The pamphlet had a profound effect on the country’s awareness of the seriousness of the AIDS epidemic and the risks of infection. It remains one of the most influential public health publications ever distributed by the U.S. government. It was both highly effective and controversial. This latter fact was illustrated by a syndicated cartoon that appeared in a number of newspapers showing a working mother leaving her home and telling her children as she walks out the door, “If anything comes in the mail from the Surgeon General, don’t open it!”

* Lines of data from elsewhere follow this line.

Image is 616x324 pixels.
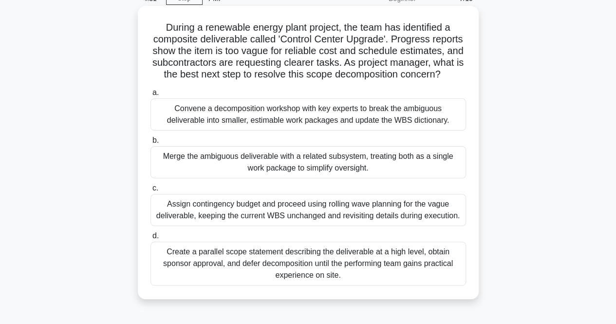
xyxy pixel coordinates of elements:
div: Merge the ambiguous deliverable with a related subsystem, treating both as a single work package ... [151,146,466,178]
div: Convene a decomposition workshop with key experts to break the ambiguous deliverable into smaller... [151,98,466,131]
div: Assign contingency budget and proceed using rolling wave planning for the vague deliverable, keep... [151,194,466,226]
div: Create a parallel scope statement describing the deliverable at a high level, obtain sponsor appr... [151,242,466,286]
span: a. [153,88,159,96]
span: d. [153,231,159,240]
span: c. [153,184,158,192]
h5: During a renewable energy plant project, the team has identified a composite deliverable called '... [150,21,467,81]
span: b. [153,136,159,144]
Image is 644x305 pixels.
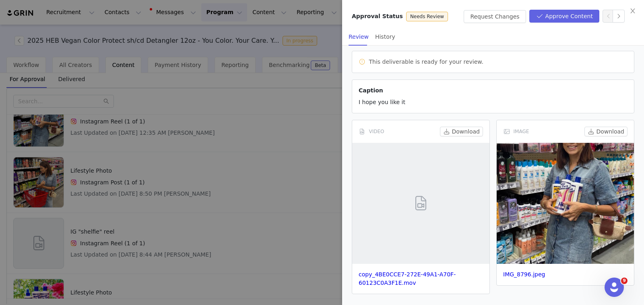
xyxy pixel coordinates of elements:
span: I hope you like it [358,98,406,105]
iframe: Intercom live chat [605,277,625,296]
a: IMG_8796.jpeg [503,271,546,277]
span: VIDEO [369,127,385,135]
span: IMAGE [514,127,530,135]
img: IMG_8796.jpeg [497,142,634,264]
span: 9 [621,277,628,284]
button: Download [440,127,483,136]
p: Caption [358,86,628,95]
button: Download [585,127,628,136]
a: copy_4BE0CCE7-272E-49A1-A70F-60123C0A3F1E.mov [358,271,456,286]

Chick Koop remained a force on issues related to public health for many years following his tenure as surgeon general. Our friendship endured, and Chick and I both were invited back to our medical school alma mater, Cornell University Medical College, in May 1992. I was to receive the Alumni Award of Distinction, and Chick was to deliver the commencement address. He decided that we should rent a limousine and take a tour of our childhood landmarks in Brooklyn. We visited his elementary school, the Flatbush School, and mine, Our Lady of Guadalupe; the sports fields where he played football and I played baseball; and other neighborhood hangouts. We finished the day by driving to Coney Island to reprise one of the great treats of our childhood, a hot dog at Nathan’s Famous. As we stood on line waiting to be served, a small crowd gathered around us and began staring at Chick. Soon you could hear people saying, “Hey, isn’t that the surgeon general guy? That must be him, look at that crazy beard. What is he doing here?”

He heard the remark, started to laugh, and said, “What do you think I am doing here? I’m a Brooklyn guy, and this is Nathan’s.”